4 results match your criteria: "Northumberland Hills Hospital[Affiliation]"
J Patient Saf
January 2025
Mackenzie Health, Richmond Hill.
Background: Hospital-acquired pressure injuries (HAPIs) are common adverse events with large burdens on patients and health systems. In 2020, during the initial waves of the COVID-19 pandemic, the incidence of admitted patients with HAPIs of stage II and above in our health system rose from 2.92% to 3.
View Article and Find Full Text PDFCan Fam Physician
December 2020
Family physician with the Sioux Lookout Northern Physician Group in Ontario.

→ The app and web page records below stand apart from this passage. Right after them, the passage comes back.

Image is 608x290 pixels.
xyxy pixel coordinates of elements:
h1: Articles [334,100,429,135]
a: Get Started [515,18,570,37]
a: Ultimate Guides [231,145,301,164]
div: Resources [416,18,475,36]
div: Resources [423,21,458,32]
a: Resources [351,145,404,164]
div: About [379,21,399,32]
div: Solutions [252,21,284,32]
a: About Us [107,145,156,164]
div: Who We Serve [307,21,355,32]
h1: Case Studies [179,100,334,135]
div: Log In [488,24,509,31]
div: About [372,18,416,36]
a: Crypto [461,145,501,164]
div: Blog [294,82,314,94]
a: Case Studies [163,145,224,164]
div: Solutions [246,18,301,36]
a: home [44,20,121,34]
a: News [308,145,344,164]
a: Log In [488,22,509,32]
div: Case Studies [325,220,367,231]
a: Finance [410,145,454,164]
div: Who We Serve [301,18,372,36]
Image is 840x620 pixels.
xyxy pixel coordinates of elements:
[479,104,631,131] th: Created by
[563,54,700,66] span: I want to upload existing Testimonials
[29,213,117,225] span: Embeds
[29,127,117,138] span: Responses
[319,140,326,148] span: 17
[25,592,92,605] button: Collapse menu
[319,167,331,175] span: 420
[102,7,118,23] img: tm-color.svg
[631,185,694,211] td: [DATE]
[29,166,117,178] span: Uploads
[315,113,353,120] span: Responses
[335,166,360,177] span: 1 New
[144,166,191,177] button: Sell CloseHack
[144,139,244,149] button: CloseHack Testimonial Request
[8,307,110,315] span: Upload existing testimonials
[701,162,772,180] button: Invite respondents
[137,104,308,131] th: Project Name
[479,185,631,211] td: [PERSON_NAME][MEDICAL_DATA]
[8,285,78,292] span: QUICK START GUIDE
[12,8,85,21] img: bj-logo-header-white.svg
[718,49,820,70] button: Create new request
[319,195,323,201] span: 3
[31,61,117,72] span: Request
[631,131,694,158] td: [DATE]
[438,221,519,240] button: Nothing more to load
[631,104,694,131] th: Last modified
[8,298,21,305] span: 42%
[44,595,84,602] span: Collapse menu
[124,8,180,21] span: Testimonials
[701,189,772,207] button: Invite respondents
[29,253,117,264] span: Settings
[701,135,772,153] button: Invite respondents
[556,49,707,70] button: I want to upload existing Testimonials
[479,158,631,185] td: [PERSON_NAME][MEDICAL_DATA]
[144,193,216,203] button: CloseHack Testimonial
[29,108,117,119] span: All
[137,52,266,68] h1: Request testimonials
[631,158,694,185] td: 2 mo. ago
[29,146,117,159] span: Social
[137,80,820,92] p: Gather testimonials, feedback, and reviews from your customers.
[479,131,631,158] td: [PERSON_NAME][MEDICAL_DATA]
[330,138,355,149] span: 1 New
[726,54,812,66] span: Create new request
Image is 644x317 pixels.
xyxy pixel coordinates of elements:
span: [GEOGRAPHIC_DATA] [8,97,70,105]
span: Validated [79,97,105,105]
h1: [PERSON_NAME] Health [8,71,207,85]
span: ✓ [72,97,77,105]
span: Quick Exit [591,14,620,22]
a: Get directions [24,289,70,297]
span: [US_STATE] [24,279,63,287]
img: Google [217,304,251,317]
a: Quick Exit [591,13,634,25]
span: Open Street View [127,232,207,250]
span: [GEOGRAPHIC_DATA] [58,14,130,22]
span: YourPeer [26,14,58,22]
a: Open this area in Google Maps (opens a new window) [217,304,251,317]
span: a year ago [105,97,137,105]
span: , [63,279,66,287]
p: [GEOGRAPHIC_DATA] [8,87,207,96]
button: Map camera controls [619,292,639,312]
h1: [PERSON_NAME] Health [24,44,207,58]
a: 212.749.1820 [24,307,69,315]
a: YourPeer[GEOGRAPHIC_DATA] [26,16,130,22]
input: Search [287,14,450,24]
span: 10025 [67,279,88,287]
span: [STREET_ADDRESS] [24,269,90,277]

Objective: To assess for long-term positive effects of buprenorphine treatment (BT) on opioid use disorder (OUD) at a Nishnawbe Aski Nation high school clinic.
Design: Postgraduation telephone survey of high school students between March 2017 and January 2018.
Setting: Dennis Franklin Cromarty High School in Thunder Bay, Ont.
Transfusion
October 2016
Department of Clinical Pathology, Sunnybrook Health Sciences Centre; the, Toronto, Ontario, Canada.
Background: Evaluating the appropriateness of red blood cell (RBC) transfusion requires labor-intensive medical chart audits and expert adjudication. We sought to determine the appropriateness of RBC transfusions at 10 hospitals using retrospective chart review and to determine whether simple metrics (proportion of single-unit transfusions, RBCs/100 acute inpatient days, proportion of transfusions with pretransfusion hemoglobin <80 g/L or posttransfusion hemoglobin <90 g/L) could be used as surrogate markers of appropriateness by comparing their values with the results from the audit.
Study Design And Methods: An initial block of 30 RBC units was dually adjudicated for appropriateness followed by additional blocks of 10 units until the difference between the cumulative percentage of appropriate RBC units in the preceding block and final block was <3%.
J Obstet Gynaecol Can
June 2009
Northumberland Hills Hospital, Cobourg ON.
Objective: To determine the efficacy of an educational intervention in changing nurses' satisfaction and comfort with and their knowledge and use of a newly introduced analgesic agent, fentanyl, to manage pain during labour.
Methods: A written survey was completed by 19 labour and delivery nurses before and after the educational intervention in a small Northern Canadian city.
Results: Prior to the educational intervention, respondents rated their knowledge of and comfort with use of morphine and meperidine as significantly greater than their knowledge of and comfort with use of fentanyl (P<0.